Hexplore

With Hexplore, I-Motion has designed a role-playing game for Diablo fans that has left out much of which made Blizzard’s game so thrilling. In Diablo, for example, combat is so challenging that the player’s character is often killed. In Hexplore, combat is so easy that characters seldom die – a useful move for players who are new to this kind of game, but hardly the stuff for die-hard Diablo fans. Hexplore does get it right in some areas, with plenty of story, plenty of characters to talk to, and good graphics, music, sounds, puzzles, monsters and environments. The game is primarily mouse-driven, with movement and combat that resembles Warcraft II.

9You begin the game as Mac Bride, but soon are able to add an archer, a warrior and a spell-casting mage to your party. Even better, in co-op multiplayer 2-4 players can take on these roles and play and chat together, with gameplay being essentially the same as in the single-player game. Each level consists of a variety of maps to explore, monsters to kill and puzzles to solve. You may only begin a new chapter by discovering its entrance in the previous chapter. Travel is effortless with teleports available everywhere. There are also an abundant number of healing and life potions available, as well as healing fountains.

Unfortunately, the game does have one giant flaw – it uses a half-assed experience system, so the way you earn XP by clobbering hordes of monsters is very awkward. During any of the game’s ten levels, your characters may collect experience points by walking into the sparkling stars left behind by dead monsters. However, characters that have already filled their experience bars are prevented from collecting any more. When all four characters have maxed their experience bars in a level, dead monsters no longer even leave stars-making further combat nearly pointless.

Another disappointment is that Hexplore (unlike Diablo) doesn’t allow for any shopping. Occasionally you can find a bag of coins to trade for an item, but there is little gold in the game and no opportunity to buy and sell weapons, armor or magic. Finally, characters may find and wear armor, but for some unknown reason, armor disappears. Perhaps it just wears out, but there’s no useful signifier in this regard, like a durability stat. Outside of these deficiencies, the game is a laudable effort. The interface has been thoughtfully designed. Players can easily control and move a single character or all four of them at the same time with a single click of a mouse, and the movements feel responsive.

12_1Hexplore is also a bit akin to Nox in that it offers more puzzles than the original Diablo ever did. They’re pretty simple to solve, fortunately. To open the game’s many doors, you must first look for a key. Other doors may open when the warrior uses his strength to manipulate a wall switch, the adventurer manipulates another and the mage reads a wall incantation. Some times all four characters have to almost simultaneously step on four different pressure plates in a room. Others puzzles involve triggers that reveal invisible bridges necessary to cross water.

In many ways, Hexplore is a decent game, but one can’t help but feel that it is just short of being great. With the addition of a more thoughtful experience system, a difficulty slider and better focus on inventory management and trade, it would have been much more fun.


Required action:
Your response should consist of the lines below, printed exactly.

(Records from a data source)
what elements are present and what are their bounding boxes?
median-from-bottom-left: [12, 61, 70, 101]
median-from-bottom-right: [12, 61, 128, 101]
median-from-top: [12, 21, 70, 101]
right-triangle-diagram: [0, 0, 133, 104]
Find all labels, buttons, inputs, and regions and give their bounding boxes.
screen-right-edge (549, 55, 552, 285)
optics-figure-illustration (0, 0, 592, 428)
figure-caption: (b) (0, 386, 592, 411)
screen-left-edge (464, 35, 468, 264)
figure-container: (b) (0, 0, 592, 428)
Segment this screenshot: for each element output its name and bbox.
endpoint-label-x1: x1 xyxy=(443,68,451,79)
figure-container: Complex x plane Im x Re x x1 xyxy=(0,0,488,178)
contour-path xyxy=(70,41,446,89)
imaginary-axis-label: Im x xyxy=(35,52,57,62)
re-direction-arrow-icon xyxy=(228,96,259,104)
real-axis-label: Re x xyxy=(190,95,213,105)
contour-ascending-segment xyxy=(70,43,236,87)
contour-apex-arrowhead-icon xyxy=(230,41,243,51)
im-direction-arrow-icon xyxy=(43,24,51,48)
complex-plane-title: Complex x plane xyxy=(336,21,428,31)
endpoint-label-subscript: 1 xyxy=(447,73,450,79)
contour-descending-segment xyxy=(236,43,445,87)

Output:
what elements are present and what are their bounding boxes?
median-from-bottom-left: [12, 61, 70, 101]
median-from-bottom-right: [12, 61, 128, 101]
median-from-top: [12, 21, 70, 101]
right-triangle-diagram: [0, 0, 133, 104]
Find all labels, buttons, inputs, and regions and give their bounding boxes.
screen-right-edge (549, 55, 552, 285)
optics-figure-illustration (0, 0, 592, 428)
figure-caption: (b) (0, 386, 592, 411)
screen-left-edge (464, 35, 468, 264)
figure-container: (b) (0, 0, 592, 428)
Segment this screenshot: for each element output its name and bbox.
endpoint-label-x1: x1 xyxy=(443,68,451,79)
figure-container: Complex x plane Im x Re x x1 xyxy=(0,0,488,178)
contour-path xyxy=(70,41,446,89)
imaginary-axis-label: Im x xyxy=(35,52,57,62)
re-direction-arrow-icon xyxy=(228,96,259,104)
real-axis-label: Re x xyxy=(190,95,213,105)
contour-ascending-segment xyxy=(70,43,236,87)
contour-apex-arrowhead-icon xyxy=(230,41,243,51)
im-direction-arrow-icon xyxy=(43,24,51,48)
complex-plane-title: Complex x plane xyxy=(336,21,428,31)
endpoint-label-subscript: 1 xyxy=(447,73,450,79)
contour-descending-segment xyxy=(236,43,445,87)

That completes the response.